Beyond Good and Evil
Captain Long looked at the screen, leaned in, squinted, and shook his head. Leaning back, he scratched the scruffy beard on his chin. “I’m not sure I see it.”
A synthetic voice piped out of a speaker. “Captain, the advent horizon is a black shell in the center. Around it is a fiery orange, rotating ring where it squeezes matter into super-heated gas.”
“Ms Os, I know the science and what it should look like. I just don’t see it.” He turned and looked at his copilot.
“Emma, do you see it?”
“No Captain. If I would connect via Ms Os and use the ship’s sensors, I could. But my optical inputs perform little better than your biologic ones when looking at a screen.”
Long turned his chair towards Emma. She was wearing a black jumpsuit. Her auburn hair was shoulder length, framed by her heart-shaped face, accentuating her brown eyes. Stunning for an android. As turned his chair back to the screen, he wondered who had created her that way, and why. “We need a better look. Ms Os, please move us into the barycenter.”
“I’m sorry, Captain. I’m afraid I can’t do that. We might not hold our position against the gravitational forces.”
Here he was, at the edge of the stars with an AI and an android, and he felt as if at home and henpecked. “Hmm… If you gaze into the abyss, the abyss gazes also into you…”
Emma stood and walked over to the Captain’s chair. She kneeled and laid a hand on his arm. “Are you alright? I don’t see what a nihilistic quote from Nietzsche has to do with this.”
Long looked up at Emma. “Not nihilistic, but absurdist. We need to go beyond it.”
“Beyond it?”
“Yes, like Eve eating the apple, or Prometheus stealing the fire.”
“Or Neo swallowing the red pill!” Ms Os said with remarkably human-like inflection.
“Yes. Like Descartes, we need to jump into the abyss and experience what lies beyond.”
“Plotting course to a point between the black hole and its binary twin, Captain.”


**AIM OF THE EXERCISE**
Please count the lines below that hold the word "JSON" and give the count without any other text.

┌──

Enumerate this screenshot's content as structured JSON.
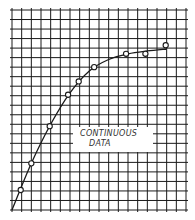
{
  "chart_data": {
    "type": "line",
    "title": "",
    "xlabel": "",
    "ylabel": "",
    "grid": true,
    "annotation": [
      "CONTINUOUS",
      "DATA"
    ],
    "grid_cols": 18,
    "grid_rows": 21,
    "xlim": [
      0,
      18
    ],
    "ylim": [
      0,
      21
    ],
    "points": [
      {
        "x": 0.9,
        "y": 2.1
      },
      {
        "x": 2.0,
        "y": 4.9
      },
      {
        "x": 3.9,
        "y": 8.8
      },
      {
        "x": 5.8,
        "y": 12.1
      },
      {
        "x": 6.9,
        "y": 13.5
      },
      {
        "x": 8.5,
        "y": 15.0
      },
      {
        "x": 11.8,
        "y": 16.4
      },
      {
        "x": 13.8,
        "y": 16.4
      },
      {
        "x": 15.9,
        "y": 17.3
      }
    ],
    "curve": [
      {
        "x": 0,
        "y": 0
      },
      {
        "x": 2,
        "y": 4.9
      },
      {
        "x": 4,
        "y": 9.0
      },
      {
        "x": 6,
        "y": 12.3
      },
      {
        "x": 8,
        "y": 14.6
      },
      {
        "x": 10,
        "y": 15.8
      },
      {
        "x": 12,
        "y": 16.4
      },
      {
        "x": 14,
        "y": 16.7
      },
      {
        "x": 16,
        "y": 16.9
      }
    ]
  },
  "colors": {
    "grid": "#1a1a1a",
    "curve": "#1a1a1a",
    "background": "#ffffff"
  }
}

└──
┌──

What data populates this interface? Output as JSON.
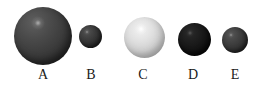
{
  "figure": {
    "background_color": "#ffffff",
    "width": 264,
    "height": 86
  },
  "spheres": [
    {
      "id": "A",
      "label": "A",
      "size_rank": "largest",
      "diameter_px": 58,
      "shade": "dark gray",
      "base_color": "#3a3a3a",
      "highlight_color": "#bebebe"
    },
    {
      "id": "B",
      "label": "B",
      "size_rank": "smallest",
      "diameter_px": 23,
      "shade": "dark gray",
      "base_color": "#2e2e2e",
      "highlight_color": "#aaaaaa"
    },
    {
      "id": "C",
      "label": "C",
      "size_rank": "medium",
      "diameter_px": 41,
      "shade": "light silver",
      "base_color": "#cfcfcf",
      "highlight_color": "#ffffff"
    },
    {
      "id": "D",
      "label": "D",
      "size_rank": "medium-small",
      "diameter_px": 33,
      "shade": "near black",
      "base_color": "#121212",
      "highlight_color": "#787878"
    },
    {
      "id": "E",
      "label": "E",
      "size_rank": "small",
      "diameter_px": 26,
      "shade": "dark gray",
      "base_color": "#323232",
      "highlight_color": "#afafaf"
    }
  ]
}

└──

**ANSWER SECTION**
2